Height: 2' (60cm).  
Growing:
USDA zone 6b through 9b (default).  
Patents:
Patent status unknown (to HelpMeFind).
Notes:
Charles Dickens is generally considered the greatest English author of the Victorian period. Little Dorrittwas first published serially from 1855 to 1857 and then in book form in 1857. It was made into a movie in 1988.

The heroine is a young Amy Dorritt, Little Dorritt of the title, who lives most of her life at the Marshalsea Prison where her father is imprisoned for debt. The story has the usual Dickensonian twists and turns.

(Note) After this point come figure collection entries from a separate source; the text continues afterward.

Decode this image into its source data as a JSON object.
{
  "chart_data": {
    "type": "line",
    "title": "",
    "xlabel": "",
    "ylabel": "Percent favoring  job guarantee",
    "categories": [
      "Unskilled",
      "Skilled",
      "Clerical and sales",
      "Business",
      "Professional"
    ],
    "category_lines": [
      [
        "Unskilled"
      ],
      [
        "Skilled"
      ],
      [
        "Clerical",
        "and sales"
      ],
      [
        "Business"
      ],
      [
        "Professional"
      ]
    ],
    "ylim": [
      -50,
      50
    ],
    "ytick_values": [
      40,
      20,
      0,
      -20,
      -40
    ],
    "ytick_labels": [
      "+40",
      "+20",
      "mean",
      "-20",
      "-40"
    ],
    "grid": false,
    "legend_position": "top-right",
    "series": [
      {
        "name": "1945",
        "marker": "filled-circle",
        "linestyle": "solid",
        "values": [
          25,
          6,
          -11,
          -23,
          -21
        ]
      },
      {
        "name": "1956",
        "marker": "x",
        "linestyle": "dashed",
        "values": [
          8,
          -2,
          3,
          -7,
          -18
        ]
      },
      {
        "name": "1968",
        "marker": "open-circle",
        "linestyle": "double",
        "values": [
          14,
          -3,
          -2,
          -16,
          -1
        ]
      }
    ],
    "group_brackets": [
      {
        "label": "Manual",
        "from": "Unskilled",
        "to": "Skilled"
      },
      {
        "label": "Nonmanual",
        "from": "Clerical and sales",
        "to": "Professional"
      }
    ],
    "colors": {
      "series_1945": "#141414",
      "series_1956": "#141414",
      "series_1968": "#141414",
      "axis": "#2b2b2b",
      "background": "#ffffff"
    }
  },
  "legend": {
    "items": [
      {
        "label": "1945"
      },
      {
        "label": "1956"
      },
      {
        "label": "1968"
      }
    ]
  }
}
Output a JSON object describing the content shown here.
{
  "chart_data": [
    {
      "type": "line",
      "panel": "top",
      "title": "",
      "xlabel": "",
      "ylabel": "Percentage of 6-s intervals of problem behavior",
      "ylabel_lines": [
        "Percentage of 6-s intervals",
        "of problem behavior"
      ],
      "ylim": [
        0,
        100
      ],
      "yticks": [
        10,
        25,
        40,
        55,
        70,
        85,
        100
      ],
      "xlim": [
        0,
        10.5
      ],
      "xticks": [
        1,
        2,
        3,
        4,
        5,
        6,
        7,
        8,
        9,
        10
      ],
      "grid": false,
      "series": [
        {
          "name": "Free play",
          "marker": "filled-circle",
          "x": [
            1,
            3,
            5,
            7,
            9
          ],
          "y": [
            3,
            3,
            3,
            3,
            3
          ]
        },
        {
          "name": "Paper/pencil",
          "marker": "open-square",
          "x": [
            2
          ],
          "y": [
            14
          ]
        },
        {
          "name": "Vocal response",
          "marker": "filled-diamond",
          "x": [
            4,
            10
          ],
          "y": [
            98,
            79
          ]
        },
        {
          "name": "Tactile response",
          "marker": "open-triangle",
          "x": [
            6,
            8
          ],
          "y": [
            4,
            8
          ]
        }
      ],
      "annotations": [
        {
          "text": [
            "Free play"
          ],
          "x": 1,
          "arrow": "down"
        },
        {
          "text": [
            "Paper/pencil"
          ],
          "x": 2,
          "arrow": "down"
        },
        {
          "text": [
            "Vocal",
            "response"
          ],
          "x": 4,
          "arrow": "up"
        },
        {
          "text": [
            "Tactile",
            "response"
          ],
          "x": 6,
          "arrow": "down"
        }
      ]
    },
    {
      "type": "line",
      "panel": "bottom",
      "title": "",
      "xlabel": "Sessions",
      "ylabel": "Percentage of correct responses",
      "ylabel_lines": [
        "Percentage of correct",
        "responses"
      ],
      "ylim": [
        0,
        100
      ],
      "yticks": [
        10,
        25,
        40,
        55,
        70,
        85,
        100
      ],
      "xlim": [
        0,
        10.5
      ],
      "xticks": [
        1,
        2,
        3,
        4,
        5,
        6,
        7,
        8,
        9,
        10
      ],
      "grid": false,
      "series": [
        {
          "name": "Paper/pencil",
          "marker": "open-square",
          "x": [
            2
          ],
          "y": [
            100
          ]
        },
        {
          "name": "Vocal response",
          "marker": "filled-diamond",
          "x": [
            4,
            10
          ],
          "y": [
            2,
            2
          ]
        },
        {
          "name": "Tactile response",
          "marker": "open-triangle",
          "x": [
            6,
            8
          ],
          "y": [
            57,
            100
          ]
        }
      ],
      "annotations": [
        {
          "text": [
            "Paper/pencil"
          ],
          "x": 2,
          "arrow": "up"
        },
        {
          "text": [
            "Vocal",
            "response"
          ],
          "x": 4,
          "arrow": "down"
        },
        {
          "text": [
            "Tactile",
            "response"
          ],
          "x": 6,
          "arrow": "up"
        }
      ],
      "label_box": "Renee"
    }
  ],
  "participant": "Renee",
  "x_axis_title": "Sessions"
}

To give you a feeling for the setting, here's a quote from Chapter Three: It was a Sunday evening in London, gloomy, close, and stale. Maddening church bells of all degrees of dissonance, sharp and flat, cracked and clear, fast and slow, made the brick-and-mortar echoes hideous. Melancholy streets, in a penitential garb of soot, steeped the souls of the people who were condemned to look at them out of windows, in dire despondency. In every thoroughfare, up almost every alley, and down almost every turning, some doleful bell was throbbing, jerking, tolling, as if the Plague were in the city and the dead-carts were going round. Everything was bolted and barred that could by possibility furnish relief to an overworked people. No pictures, no unfamiliar animals, no rare plants or flowers, no natural or artificial wonders of the ancient world--all TABOO with that enlightened strictness, that the ugly South Sea gods in the British Museum might have supposed themselves at home again. Nothing to see but streets, streets, streets. Nothing to breathe but streets, streets, streets. Nothing to change the brooding mind, or raise it up. Nothing for the spent toiler to do, but to compare the monotony of his seventh day with the monotony of his six days, think what a weary life he led, and make the best of it--or the worst, according to the probabilities.


Fortunately, Little Dorritt eventually triumphs!